Roanoke Times Copyright (c) 1995, Landmark Communications, Inc. DATE: FRIDAY, February 22, 1991 TAG: 9102220697 SECTION: VIRGINIA PAGE: B-8 EDITION: EVENING SOURCE: Associated Press DATELINE: PANAMA CITY, PANAMA LENGTH: Medium
Dame Margot, a miracle of timelessness in the mercurial world of ballet, died of cancer in a Panama City hospital Thursday after eight months of hospitalization in Houston and the Panamanian capital.
She was to be buried today in Panama, her adopted country and the homeland of her late husband. Funeral services were to be held at St. Francis of Assisi Church in Panama City, followed by burial at Gardens of Peace cemetery.
Fellow artists remembered her for her personality, as well as the dancing that once brought her 48 curtain calls in her 1949 performance of "The Sleeping Beauty."
"She will be remembered as the greatest dancer ever," said Nureyev, the celebrated Russian dancer. "She will be remembered as the kindest person with great concern for everyone. I was just very happy to know her."
Nureyev was visibly shaken when told of her death on arrival in Chicago, where he was performing.
In New York, Mikhail Baryshnikov, who danced with Dame Margot several times, said she "was a lady wonderfully down to earth and yet with an astonishing spiritual grace."

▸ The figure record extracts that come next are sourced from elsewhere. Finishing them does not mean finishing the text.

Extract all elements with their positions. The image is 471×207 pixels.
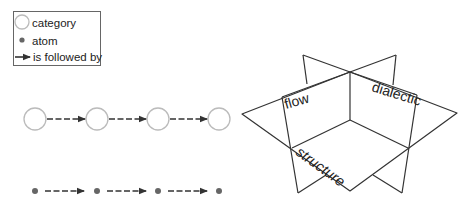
dialectic-plane-bottom-edge	[373, 175, 402, 193]
flow-label: flow	[282, 89, 311, 111]
atom-sequence	[32, 188, 222, 194]
dialectic-plane-top-back	[303, 55, 350, 72]
category-circle-icon	[86, 108, 108, 130]
flow-plane-top-back	[350, 55, 396, 72]
structure-diagonal-right	[350, 120, 408, 148]
atom-dot-icon	[216, 188, 222, 194]
dialectic-label: dialectic	[370, 79, 423, 109]
legend-label-followed: is followed by	[33, 51, 102, 63]
atom-dot-icon	[155, 188, 161, 194]
category-circle-icon	[147, 108, 169, 130]
dialectic-plane-back-edge	[303, 55, 307, 84]
flow-plane-bottom-edge	[298, 175, 326, 193]
legend-label-atom: atom	[32, 35, 58, 47]
legend: category atom is followed by	[14, 12, 103, 66]
category-sequence	[24, 108, 230, 130]
planes-diagram	[242, 55, 457, 193]
diagram-canvas: category atom is followed by	[0, 0, 471, 207]
flow-plane-back-edge	[393, 55, 396, 85]
atom-dot-icon	[94, 188, 100, 194]
structure-diagonal-left	[292, 120, 350, 148]
structure-label: structure	[293, 143, 348, 189]
legend-label-category: category	[32, 17, 76, 29]
category-circle-icon	[208, 108, 230, 130]
atom-dot-icon	[32, 188, 38, 194]
flow-plane-left-edge	[282, 97, 298, 193]
atom-legend-icon	[19, 37, 24, 42]
category-circle-icon	[24, 108, 46, 130]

Maina Gielgud, the artistic director of the Australian Ballet who once toured with Dame Margot, said, "She is the one who has done more to make dance a household name in her own time."
Queen Elizabeth II gave her the title of dame, the female equivalent of a knight, in 1956.
Born Peggy Hookham in Reigate, Surrey, Britain, she spent much of her childhood in China with her family.
Discovered in the early 1930s by Dame Ninette de Valois, she joined the Vic-Wells Ballet, now the Royal Ballet, at 14. After two years, she was dancing lead roles and soon became prima ballerina of the company.
In 1962, she teamed up with Nureyev, launching a partnership with the Russian defector 20 years her junior. The pair starred in the Royal Ballet's premiere of "Romeo and Juliet" in 1965.
The ballet helped set the stage for Fonteyn-Nureyev fever: The pair became the darlings of dance and, in America, helped popularize ballet. Nureyev was young and virile, his youth inspiring Fonteyn to a new vibrancy.
Dame Margot was nearing 50 when in 1969, she and Nureyev premiered Roland Petit's "Pelleas and Melisande," set to a symphonic poem by Arnold Schoenberg.
As a dancer, Dame Margot had a body that was almost inconceivably supple and ruled by precision. Her turn-out was perfect; her line, clean and strong.
Her looks added to the drama: dark emerald eyes and ebony hair set against a pale and youthful face.
She met Roberto Arias, son of a president of Panama, in Cambridge, England, in 1937. They married in 1955.
In 1964, an assassination attempt while he was running for office left him paralyzed.
She spent the years after her 1979 retirement in helping Arias manage his cattle ranch near El Higo, Panama, 60 miles southwest of Panama City.
In her spare time, she advised the National Ballet Company of Panama.
"I do not feel that there has been a drastic change in my life," she said of the move to Panama. "I am happy here. This is home. I do not really miss the past. I do not wish I were back there."
While in Houston, Dame Margot had expressed the wish to return to Panama to die and be buried next to her husband, said Louis Martins, a friend of the dancer and an adviser to President Guillermo Endara.
The couple had no children, but Arias had three children by a previous marriage and several grandchildren.